Why State-Based 401k Plans Are a (Really) Bad Thing

A big ol' NO on state-run 401k plans?

A big ol' NO on state-run 401k plans?

“Under the Affordable Care Act, millions of Americans lost the health insurance they liked. Now, the same could happen with their retirement savings.”

Conservative think-tank Heritage Foundation doesn’t think much of the Department of Labor’s state-run 401k plan directive, and took to the pages of the conservative leaning Washington Times to vent.

Heritage’s Rachel Greszler and Melanie Beaulac argue the plan will be bad news for workers and taxpayers.

State-based 401k plans will lack important saver protections because they are not subject to the Employee Retirement Income Security Act of 1974,” they write. “According to the Department of Labor, ERISA regulations ensure plans are ‘established and maintained in a fair and financially sound manner’ and that ’employers have an obligation to provide promised benefits.'”

“Yet, the Department of Labor’s rule could shift a significant portion of Americans’ retirement savings into plans that are explicitly exempt from such requirements.”

Surprisingly, the two lament the fact that employers aren’t forced (and are actually forbidden) from contributing to state-based 401k plans.

“Workers enrolled in these plans will lose out on the average $2,640 per year contribution employers make to each worker’s private retirement fund.
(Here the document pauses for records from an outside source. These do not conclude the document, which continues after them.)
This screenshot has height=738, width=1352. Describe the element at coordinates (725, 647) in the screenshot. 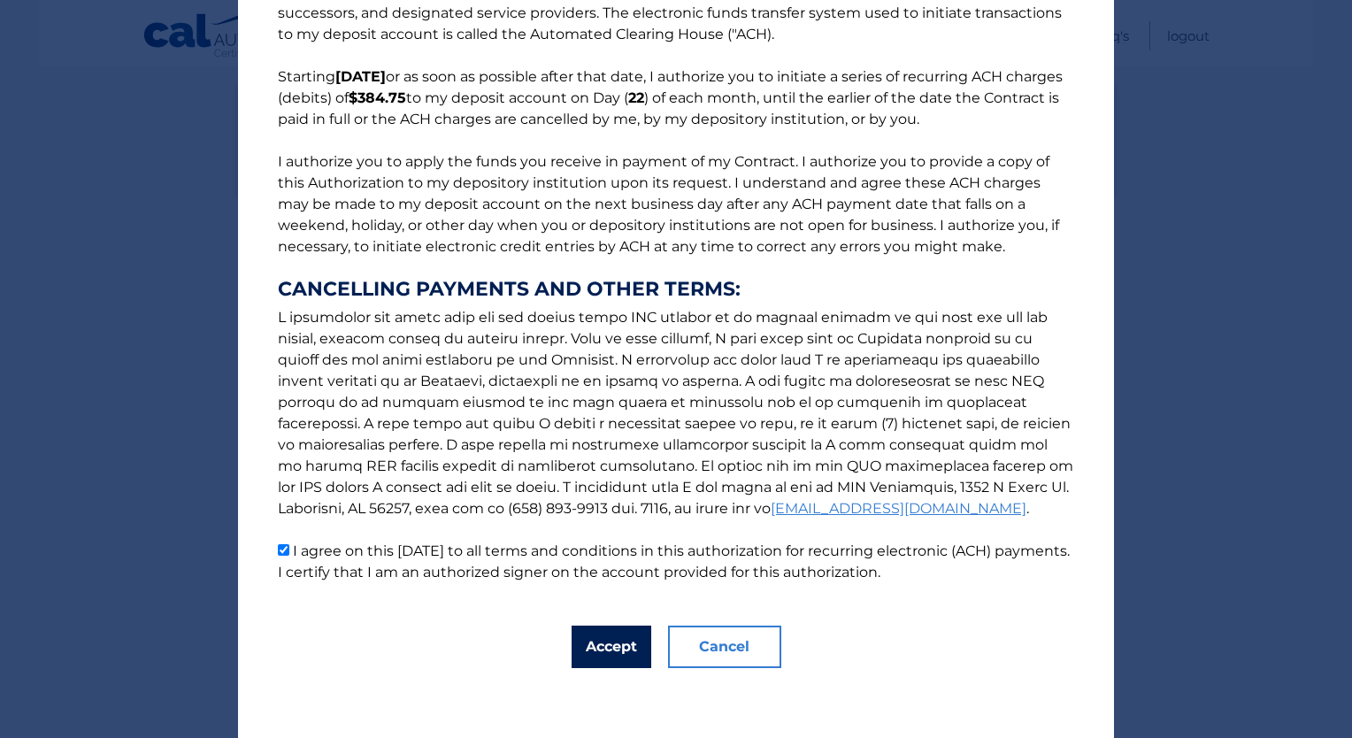

I see `button: Cancel` at that location.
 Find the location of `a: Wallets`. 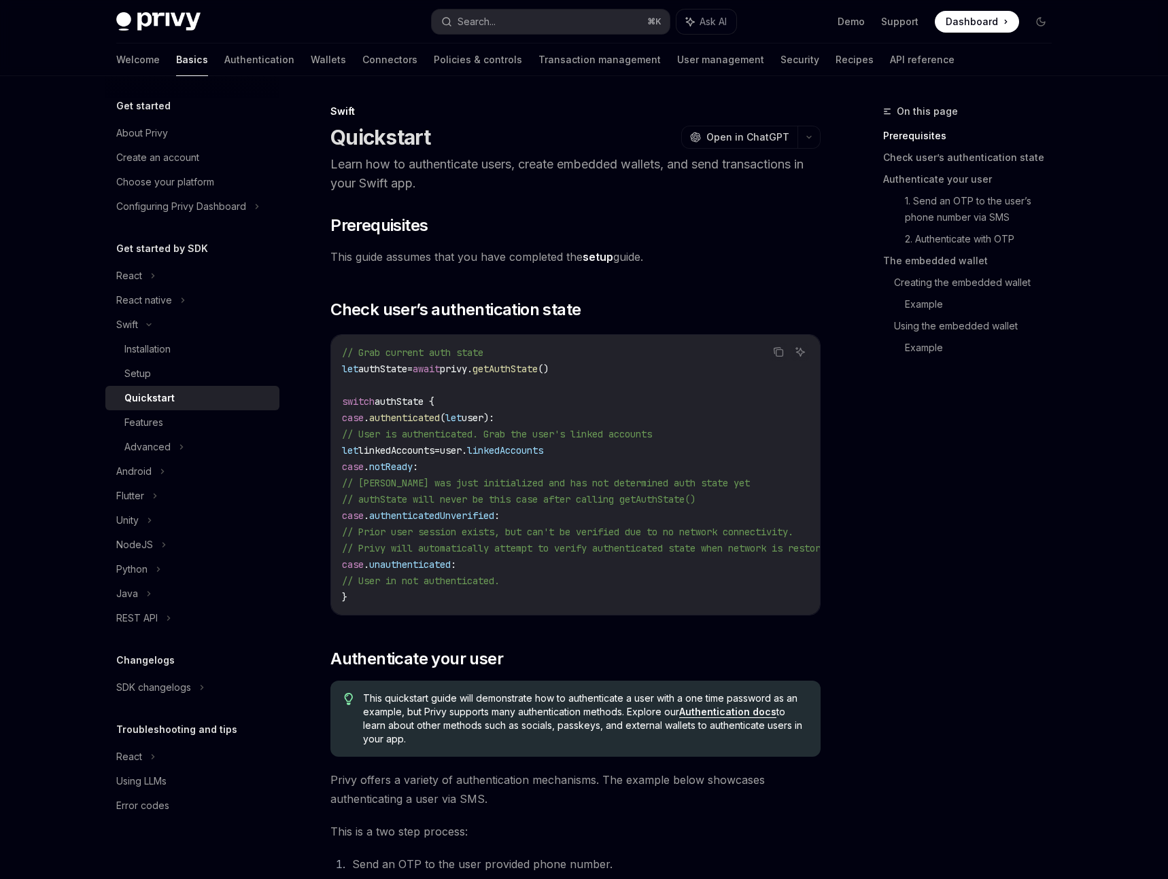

Even if employers make up for lost retirement contributions through higher pay, that pay will be taxable whereas retirement contributions are tax-free.”

Worse, they write, new rule prohibits workers from accessing or controlling their state-run accounts if the state opts to set up a defined benefit plan.

“Since many states will require, or at least authorize, companies to automatically enroll new employees into state-based plans, workers could unintentionally have money taken out of their paychecks and put into accounts that they can neither access nor control.”

Perhaps most damning, according to Greszler and Beaulac, is that states have no business managing anyone’s money.

“State and local governments have racked up nearly $5.6 trillion in unfunded pension obligations — and that’s a problem for taxpayers. For example, the retirement fund for Chicago’s public school teachers has an unfunded liability of $9 billion. As a result, for the last seven years, 89 cents of every new dollar for education in Chicago has gone to fund teachers’ pensions — leaving only 11 cents for actual education.”

The Department of Labor’s new rule, they conclude, “would allow states to create the same type of recklessly managed pensions for private sector workers, while leaving taxpayers on the hook for the shortfall.